Despite its contributions, the study has limitations:

  • It did not include assessments for pre-existing attention disorders, leaving some uncertainty about baseline cognitive function.
  • The military history of the control group differed from the experimental group, which could influence comparisons.
  • The cross-sectional design prevents establishing causality between mTBI and observed deficits.
  • Neuroimaging was used only to exclude structural abnormalities and did not explore the neuropathological basis of deficits.

Addressing these limitations in future studies will improve understanding of chronic mTBI and inform more precise diagnostic and rehabilitation approaches.

Conclusion

Chronic mild traumatic brain injury in military veterans can lead to persistent deficits in ocular motor control and cognitive function. These deficits may remain undetected for years, yet they significantly impact daily functioning. Standardized tools such as the King-Devick test and antisaccade paradigms provide reliable methods for detecting these subtle impairments and identifying their cognitive correlates.

Understanding the OMC-cognition axis may enhance clinical assessment, guide rehabilitation strategies, and ultimately improve the quality of life for veterans living with chronic mTBI. Early detection and individualized care are critical in mitigating the long-term effects of these injuries.

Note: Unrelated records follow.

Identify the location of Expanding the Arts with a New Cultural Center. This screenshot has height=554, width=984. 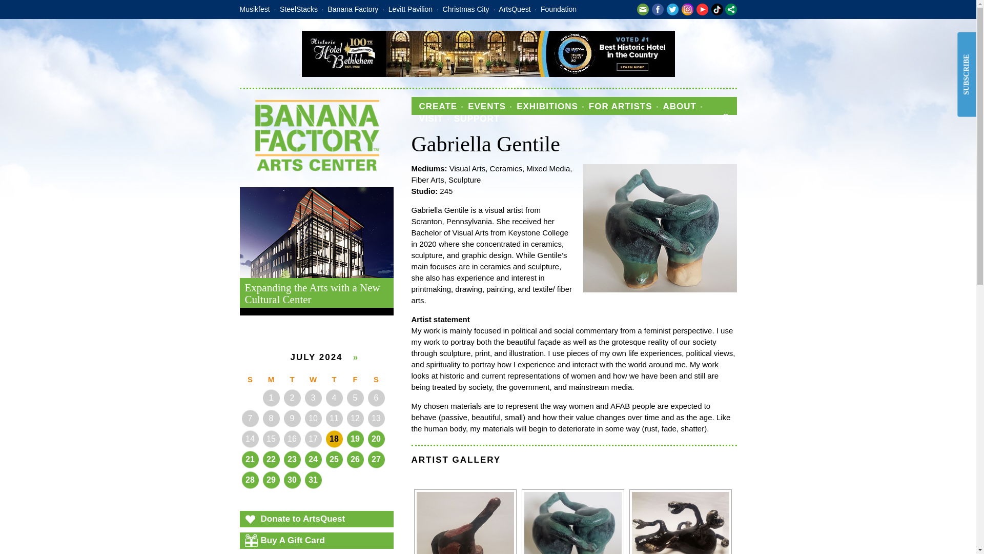
(317, 251).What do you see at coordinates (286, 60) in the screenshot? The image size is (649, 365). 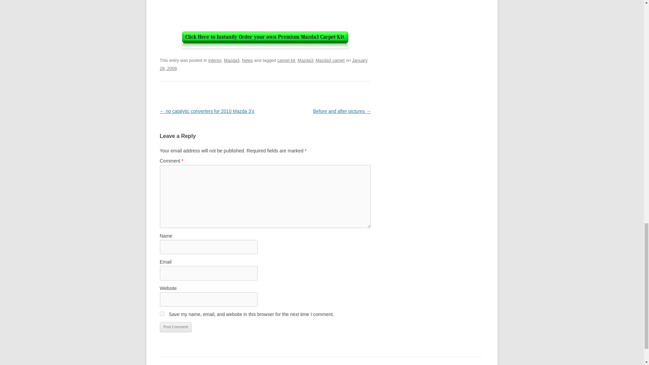 I see `carpet kit` at bounding box center [286, 60].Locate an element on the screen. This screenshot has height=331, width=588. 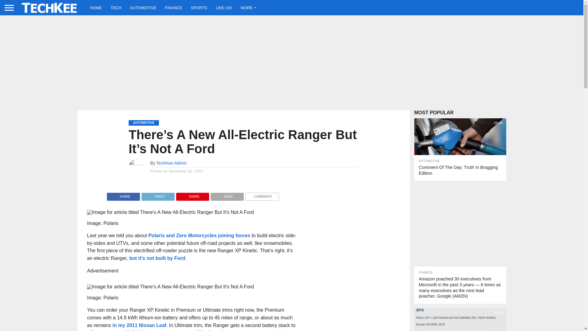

By integrating objective ocular motor and cognitive assessments into routine care, healthcare professionals can uncover hidden deficits and implement targeted interventions to address both motor and cognitive dysfunction in this vulnerable population.

Sources

  1. Hebert JR, Wagner BD, Filley CM, et al. Ocular Motor Control and Cognitive Function in Military Veterans With Chronic Mild Traumatic Brain Injury. Journal of Neuro-Ophthalmology. 2026;46(1):10.1097/WNO.0000000000002435.
  2. Rizzo JR, Mani R, et al. King-Devick Test in Mild Traumatic Brain Injury. NeuroRehabilitation. 2020;46:123-131.
  3. Mani R, et al. Antisaccade Performance in Chronic mTBI. Brain Injury. 2018;32:567-576.
  4. Posttraumatic stress and chronic TBI: Cognitive interactions. Journal of Military Medicine. 2019;184(3-4):e234-e245.
  5. White matter integrity and antisaccade performance. Frontiers in Human Neuroscience. 2021;15:642.

Disclaimer

This blog is intended for educational purposes only and should not be interpreted as medical advice. Individuals experiencing cognitive, visual, or neurological difficulties should consult a qualified healthcare professional for evaluation and treatment. The information provided is based on published research and may not reflect the most current clinical guidelines or personalized care considerations.